__What to work on__: The records that follow are to be repeated exactly, with no pictures carried over.

__Supplied material__:
#####

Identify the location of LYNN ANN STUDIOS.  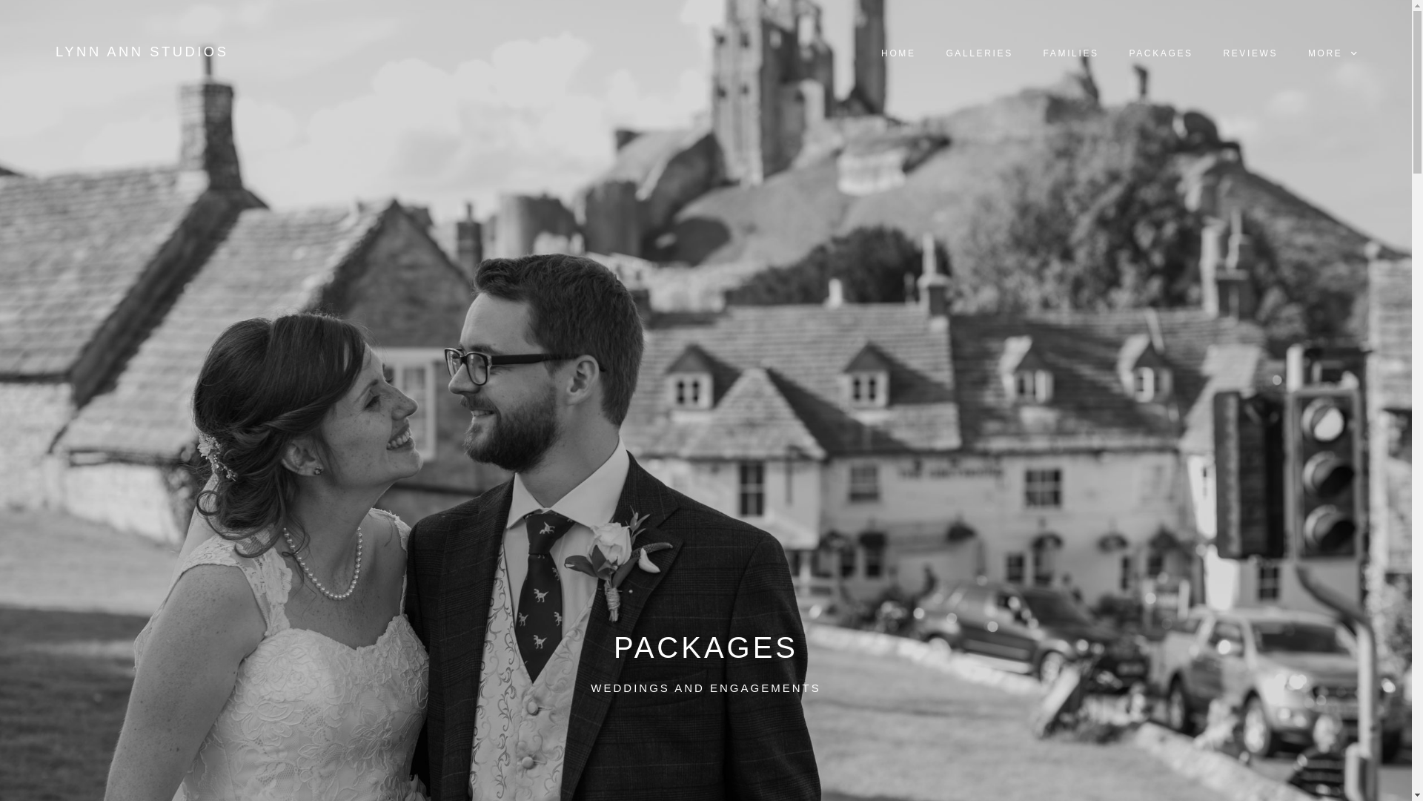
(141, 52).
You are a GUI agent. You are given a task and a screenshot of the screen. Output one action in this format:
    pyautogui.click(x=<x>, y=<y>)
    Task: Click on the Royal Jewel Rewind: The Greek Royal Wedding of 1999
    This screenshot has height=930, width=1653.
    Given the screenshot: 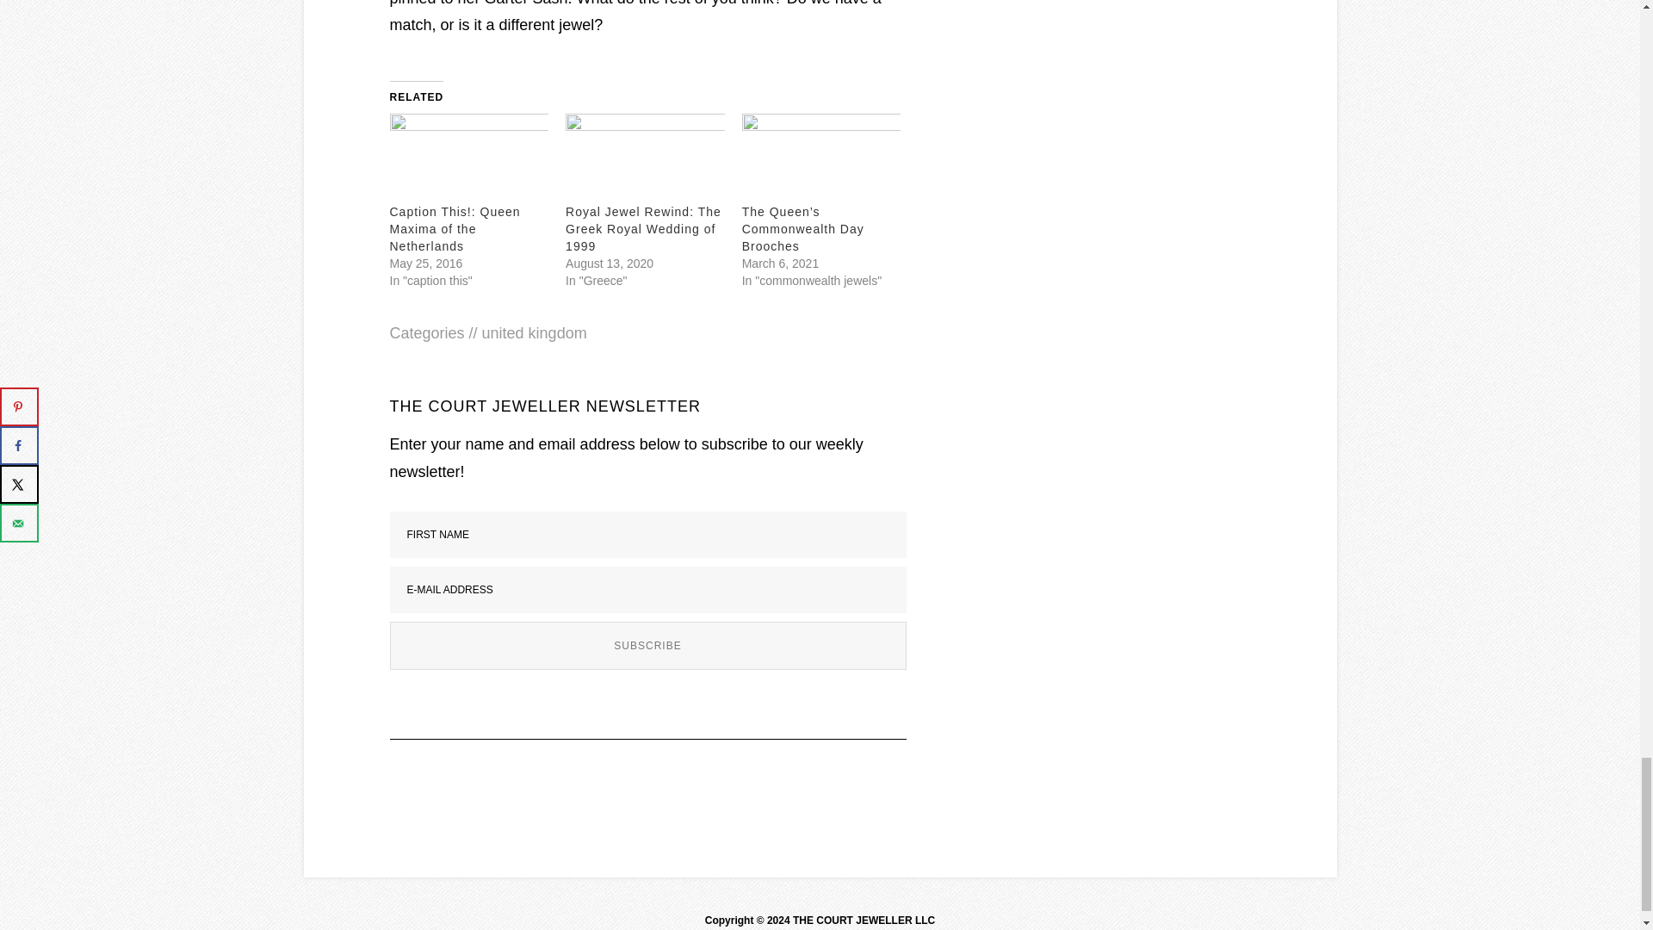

#####

__Written solution__:
Identify the location of LYNN ANN STUDIOS.  
(141, 52).
You are a GUI agent. You are given a task and a screenshot of the screen. Output one action in this format:
    pyautogui.click(x=<x>, y=<y>)
    Task: Click on the Royal Jewel Rewind: The Greek Royal Wedding of 1999
    This screenshot has height=930, width=1653.
    Given the screenshot: 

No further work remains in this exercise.